According to Dr Roland Knight of the environmental health department of the health ministry, in Barbados there is a short survival rate of 10 to 12 months for persons who have moved from the stage of HIV infection to full blown AIDS.

"There is very little doubt that use of the three-drug cocktail will significantly prolong the life of persons with HIV and AIDS." He did not say by how much longer the drugs will prolong life, but said that it significantly improves the quality of life of those affected.

This Eastern Caribbean island has an infection rate above two percent of the population which means that the disease is no longer restricted to marginalised groups but is now among the general public where experts say it could spread rapidly if unchecked.

The Barbados infection rate of two percent reflects that of the Caribbean where, at the end of last year there was a reported 360,000 people in the region living with HIV. Experts believe, however, that owing to much under-reporting the figure might have been closer to 500,000.

With no hard evidence to go on it is estimated that in Barbados for every five persons testing positive, there is one infected person remaining untested and therefore unreported.

This is another reason Dr Knight welcomes the announcement that anti-retroviral drugs will be free for all.

"When implemented, a number of infected persons who have not presented themselves for treatment will present themselves. It will give us better control of the progress of the disease."

He said that Barbados' current public education programmes on the disease are being done somewhat blindly, and the experience of health authorities in the past has been that when treatment for other ailments, such as diabetes, was made free, more people came forward.

"If there is not treatment for a condition, then there is an unlikelihood of people coming forward to present themselves for treatment. That has been our experience with other treatment."

At the end of 1999 there were 1,800 of Barbados's 265,000 people were living with HIV and AIDS; 130 of them died that same year. Just over 1,200 have died of the disease since the first two cases were reported in 1984.

In 1998 a bio-Statistician at the PAHO/WHO Caribbean Epidemiology Centre, Yvette Holder, projected that half the men between the ages of 25 and 44 will die of AIDS by the year 2020.
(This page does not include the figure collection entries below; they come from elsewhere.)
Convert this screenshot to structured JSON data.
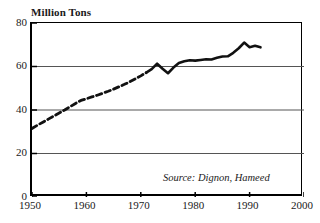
{
  "chart_data": {
    "type": "line",
    "title": "",
    "ylabel": "Million Tons",
    "xlabel": "",
    "xlim": [
      1950,
      2000
    ],
    "ylim": [
      0,
      80
    ],
    "grid": true,
    "legend": null,
    "x_ticks": [
      "1950",
      "1960",
      "1970",
      "1980",
      "1990",
      "2000"
    ],
    "x_tick_values": [
      1950,
      1960,
      1970,
      1980,
      1990,
      2000
    ],
    "y_ticks": [
      "0",
      "20",
      "40",
      "60",
      "80"
    ],
    "y_tick_values": [
      0,
      20,
      40,
      60,
      80
    ],
    "series": [
      {
        "name": "Estimated (dashed)",
        "style": "dashed",
        "x": [
          1950,
          1951,
          1952,
          1953,
          1954,
          1955,
          1956,
          1957,
          1958,
          1959,
          1960,
          1961,
          1962,
          1963,
          1964,
          1965,
          1966,
          1967,
          1968,
          1969,
          1970,
          1971
        ],
        "values": [
          31.5,
          33.0,
          34.4,
          35.8,
          37.2,
          38.6,
          40.0,
          41.5,
          43.0,
          44.4,
          45.2,
          46.0,
          46.8,
          47.7,
          48.6,
          49.6,
          50.7,
          51.8,
          53.0,
          54.3,
          55.7,
          57.2
        ]
      },
      {
        "name": "Measured (solid)",
        "style": "solid",
        "x": [
          1971,
          1972,
          1973,
          1974,
          1975,
          1976,
          1977,
          1978,
          1979,
          1980,
          1981,
          1982,
          1983,
          1984,
          1985,
          1986,
          1987,
          1988,
          1989,
          1990,
          1991,
          1992
        ],
        "values": [
          57.2,
          58.8,
          61.3,
          59.0,
          56.9,
          59.5,
          61.6,
          62.4,
          62.9,
          62.7,
          63.0,
          63.3,
          63.2,
          64.0,
          64.6,
          64.7,
          66.3,
          68.4,
          71.0,
          68.9,
          69.5,
          68.8
        ]
      }
    ],
    "annotations": [
      {
        "name": "source-note",
        "text": "Source: Dignon, Hameed"
      }
    ],
    "colors": {
      "line": "#111111",
      "grid": "#555555",
      "axis": "#000000",
      "background": "#ffffff"
    }
  },
  "axis_title": "Million Tons",
  "source_note": "Source: Dignon, Hameed"
}
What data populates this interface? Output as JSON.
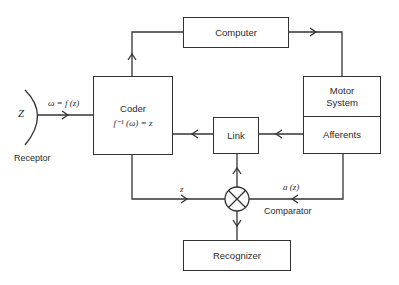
{
  "diagram": {
    "boxes": {
      "computer": "Computer",
      "coder": "Coder",
      "coder_formula": "f⁻¹ (ω) = z",
      "motor": "Motor System",
      "motor_line1": "Motor",
      "motor_line2": "System",
      "afferents": "Afferents",
      "link": "Link",
      "recognizer": "Recognizer"
    },
    "labels": {
      "z_input": "Z",
      "receptor": "Receptor",
      "omega": "ω = f (z)",
      "z_signal": "z",
      "a_z": "a (z)",
      "comparator": "Comparator"
    },
    "connections": [
      {
        "from": "receptor",
        "to": "coder",
        "label": "ω = f (z)"
      },
      {
        "from": "coder",
        "to": "computer"
      },
      {
        "from": "computer",
        "to": "motor"
      },
      {
        "from": "afferents",
        "to": "link"
      },
      {
        "from": "link",
        "to": "coder"
      },
      {
        "from": "coder",
        "to": "comparator",
        "label": "z"
      },
      {
        "from": "afferents",
        "to": "comparator",
        "label": "a (z)"
      },
      {
        "from": "comparator",
        "to": "link"
      },
      {
        "from": "comparator",
        "to": "recognizer"
      }
    ]
  }
}
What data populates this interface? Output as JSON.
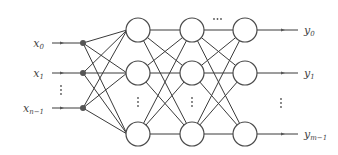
{
  "diagram": {
    "type": "feedforward-neural-network",
    "inputs": [
      {
        "label": "x",
        "sub": "0",
        "y": 43
      },
      {
        "label": "x",
        "sub": "1",
        "y": 73
      },
      {
        "label": "x",
        "sub": "n−1",
        "y": 108
      }
    ],
    "input_ellipsis": "⋮",
    "outputs": [
      {
        "label": "y",
        "sub": "0",
        "y": 30
      },
      {
        "label": "y",
        "sub": "1",
        "y": 73
      },
      {
        "label": "y",
        "sub": "m−1",
        "y": 134
      }
    ],
    "output_ellipsis": "⋮",
    "hidden_layers": [
      {
        "x": 138,
        "rows": [
          30,
          73,
          134
        ]
      },
      {
        "x": 192,
        "rows": [
          30,
          73,
          134
        ]
      },
      {
        "x": 245,
        "rows": [
          30,
          73,
          134
        ]
      }
    ],
    "layer_gap_ellipsis": "···",
    "colors": {
      "line": "#3a3a3a",
      "node_stroke": "#4a4a4a",
      "dot": "#555555",
      "text": "#444444"
    }
  }
}
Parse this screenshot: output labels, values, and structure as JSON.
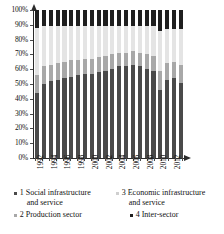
{
  "chart_data": {
    "type": "bar",
    "stacked": true,
    "normalized_percent": true,
    "title": "",
    "xlabel": "",
    "ylabel": "",
    "ylim": [
      0,
      100
    ],
    "grid": false,
    "legend_position": "bottom",
    "y_ticks": [
      "0%",
      "10%",
      "20%",
      "30%",
      "40%",
      "50%",
      "60%",
      "70%",
      "80%",
      "90%",
      "100%"
    ],
    "categories": [
      "1992",
      "1993",
      "1994",
      "1995",
      "1996",
      "1997",
      "1998",
      "1999",
      "2000",
      "2001",
      "2002",
      "2003",
      "2004",
      "2005",
      "2006",
      "2007",
      "2008",
      "2009",
      "2010",
      "2011",
      "2012",
      "2013"
    ],
    "x_tick_labels_shown": [
      "1992",
      "",
      "1994",
      "",
      "1996",
      "",
      "1998",
      "",
      "2000",
      "",
      "2002",
      "",
      "2004",
      "",
      "2006",
      "",
      "2008",
      "",
      "2010",
      "",
      "2012",
      ""
    ],
    "series": [
      {
        "name": "1 Social infrastructure and service",
        "color": "#4a4a4a",
        "values": [
          44,
          50,
          52,
          53,
          54,
          55,
          56,
          57,
          57,
          58,
          59,
          60,
          62,
          62,
          63,
          62,
          60,
          59,
          46,
          53,
          54,
          51
        ]
      },
      {
        "name": "2 Production sector",
        "color": "#a8a8a8",
        "values": [
          12,
          12,
          11,
          11,
          11,
          11,
          10,
          10,
          10,
          10,
          10,
          10,
          9,
          9,
          9,
          9,
          10,
          10,
          13,
          11,
          11,
          12
        ]
      },
      {
        "name": "3 Economic infrastructure and service",
        "color": "#e4e4e4",
        "values": [
          32,
          27,
          26,
          25,
          24,
          23,
          23,
          22,
          22,
          21,
          20,
          19,
          18,
          18,
          17,
          18,
          19,
          20,
          27,
          23,
          22,
          24
        ]
      },
      {
        "name": "4 Inter-sector",
        "color": "#1f1f1f",
        "values": [
          12,
          11,
          11,
          11,
          11,
          11,
          11,
          11,
          11,
          11,
          11,
          11,
          11,
          11,
          11,
          11,
          11,
          11,
          14,
          13,
          13,
          13
        ]
      }
    ]
  },
  "legend": {
    "items": [
      {
        "id": "1",
        "line1": "1 Social infrastructure",
        "line2": "and service",
        "color": "#4a4a4a"
      },
      {
        "id": "3",
        "line1": "3 Economic infrastructure",
        "line2": "and service",
        "color": "#cfcfcf"
      },
      {
        "id": "2",
        "line1": "2 Production sector",
        "line2": "",
        "color": "#a8a8a8"
      },
      {
        "id": "4",
        "line1": "4 Inter-sector",
        "line2": "",
        "color": "#1f1f1f"
      }
    ]
  }
}
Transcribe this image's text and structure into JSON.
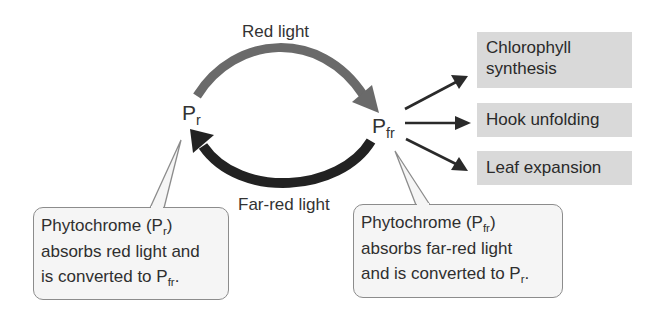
{
  "diagram": {
    "colors": {
      "red_light_arrow": "#6a6a6a",
      "far_red_light_arrow": "#222222",
      "effect_box_fill": "#d9d9d9",
      "callout_fill": "#f5f5f5",
      "callout_border": "#8c8c8c",
      "text": "#2a2a2a"
    },
    "nodes": {
      "pr": {
        "base": "P",
        "sub": "r"
      },
      "pfr": {
        "base": "P",
        "sub": "fr"
      }
    },
    "arrows": {
      "red_light": {
        "label": "Red light",
        "from": "pr",
        "to": "pfr"
      },
      "far_red_light": {
        "label": "Far-red light",
        "from": "pfr",
        "to": "pr"
      }
    },
    "effects": [
      {
        "line1": "Chlorophyll",
        "line2": "synthesis"
      },
      {
        "line1": "Hook unfolding"
      },
      {
        "line1": "Leaf expansion"
      }
    ],
    "callouts": {
      "left": {
        "l1_pre": "Phytochrome (P",
        "l1_sub": "r",
        "l1_post": ")",
        "l2": "absorbs red light and",
        "l3_pre": "is converted to P",
        "l3_sub": "fr",
        "l3_post": "."
      },
      "right": {
        "l1_pre": "Phytochrome (P",
        "l1_sub": "fr",
        "l1_post": ")",
        "l2": "absorbs far-red light",
        "l3_pre": "and is converted to P",
        "l3_sub": "r",
        "l3_post": "."
      }
    }
  }
}
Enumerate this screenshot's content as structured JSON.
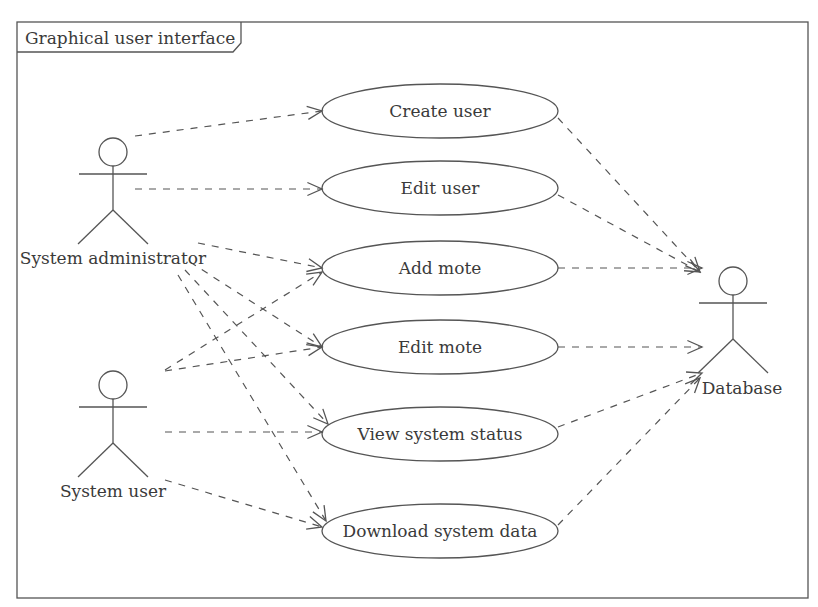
{
  "frame": {
    "title": "Graphical user interface",
    "x": 17,
    "y": 22,
    "width": 791,
    "height": 576
  },
  "actors": [
    {
      "id": "admin",
      "label": "System administrator",
      "cx": 113,
      "headY": 152,
      "labelX": 113,
      "labelY": 264
    },
    {
      "id": "user",
      "label": "System user",
      "cx": 113,
      "headY": 385,
      "labelX": 113,
      "labelY": 497
    },
    {
      "id": "db",
      "label": "Database",
      "cx": 733,
      "headY": 281,
      "labelX": 742,
      "labelY": 394
    }
  ],
  "use_cases": [
    {
      "id": "create_user",
      "label": "Create user",
      "cx": 440,
      "cy": 111,
      "rx": 118,
      "ry": 27
    },
    {
      "id": "edit_user",
      "label": "Edit user",
      "cx": 440,
      "cy": 188,
      "rx": 118,
      "ry": 27
    },
    {
      "id": "add_mote",
      "label": "Add mote",
      "cx": 440,
      "cy": 268,
      "rx": 118,
      "ry": 27
    },
    {
      "id": "edit_mote",
      "label": "Edit mote",
      "cx": 440,
      "cy": 347,
      "rx": 118,
      "ry": 27
    },
    {
      "id": "view_status",
      "label": "View system status",
      "cx": 440,
      "cy": 434,
      "rx": 118,
      "ry": 27
    },
    {
      "id": "download_data",
      "label": "Download system data",
      "cx": 440,
      "cy": 531,
      "rx": 118,
      "ry": 27
    }
  ],
  "associations": [
    {
      "from": "admin",
      "to": "create_user",
      "x1": 135,
      "y1": 136,
      "x2": 322,
      "y2": 111
    },
    {
      "from": "admin",
      "to": "edit_user",
      "x1": 135,
      "y1": 189,
      "x2": 322,
      "y2": 189
    },
    {
      "from": "admin",
      "to": "add_mote",
      "x1": 198,
      "y1": 243,
      "x2": 322,
      "y2": 268
    },
    {
      "from": "admin",
      "to": "edit_mote",
      "x1": 190,
      "y1": 262,
      "x2": 322,
      "y2": 347
    },
    {
      "from": "admin",
      "to": "view_status",
      "x1": 185,
      "y1": 270,
      "x2": 328,
      "y2": 424
    },
    {
      "from": "admin",
      "to": "download_data",
      "x1": 178,
      "y1": 275,
      "x2": 326,
      "y2": 521
    },
    {
      "from": "user",
      "to": "add_mote",
      "x1": 165,
      "y1": 370,
      "x2": 322,
      "y2": 272
    },
    {
      "from": "user",
      "to": "edit_mote",
      "x1": 165,
      "y1": 371,
      "x2": 322,
      "y2": 347
    },
    {
      "from": "user",
      "to": "view_status",
      "x1": 165,
      "y1": 432,
      "x2": 322,
      "y2": 432
    },
    {
      "from": "user",
      "to": "download_data",
      "x1": 165,
      "y1": 480,
      "x2": 322,
      "y2": 527
    },
    {
      "from": "create_user",
      "to": "db",
      "x1": 558,
      "y1": 118,
      "x2": 700,
      "y2": 272
    },
    {
      "from": "edit_user",
      "to": "db",
      "x1": 558,
      "y1": 195,
      "x2": 700,
      "y2": 272
    },
    {
      "from": "add_mote",
      "to": "db",
      "x1": 558,
      "y1": 268,
      "x2": 702,
      "y2": 268
    },
    {
      "from": "edit_mote",
      "to": "db",
      "x1": 558,
      "y1": 347,
      "x2": 702,
      "y2": 347
    },
    {
      "from": "view_status",
      "to": "db",
      "x1": 558,
      "y1": 427,
      "x2": 702,
      "y2": 373
    },
    {
      "from": "download_data",
      "to": "db",
      "x1": 558,
      "y1": 525,
      "x2": 700,
      "y2": 378
    }
  ],
  "colors": {
    "line": "#555555",
    "text": "#3a3a3a",
    "background": "#ffffff"
  }
}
Along with the heavy financial injection for the drug treatment, Prime Minister Arthur recently told a Caribbean conference on HIV and AIDS that he plans to move the national AIDS task force office from the health ministry to his office in order to supervise its operations directly.

"We have to stop the numbers of people who are dying and we have to stop the number of people who are affected and thereby staunch the spread of the disease and reduce its incidence in the society and the toll it will be taking," Arthur said.

The region is only now facing up to the fact that it has an infection rate second in the world only to sub-Saharan Africa, which has a rate of eight percent.

In addition, in the tragedy in human lives there is the ballooning cost of health care with the Caribbean Epidemiology Centre reporting 25 percent of hospital beds in many of the region's countries being taken up by AIDS patients.

There is also the likely impact it will have on the workforce as this disease is taking a heavy toll on the young. Health officials here in Barbados are recommending that there be a programme specifically aimed at people below the age of 35.

For the period April to June this year there were 53 reported AIDS cases, and Senior Medical Officer Dr Elizabeth Ferdinand said of that number, 33 of them were 34 years old or younger.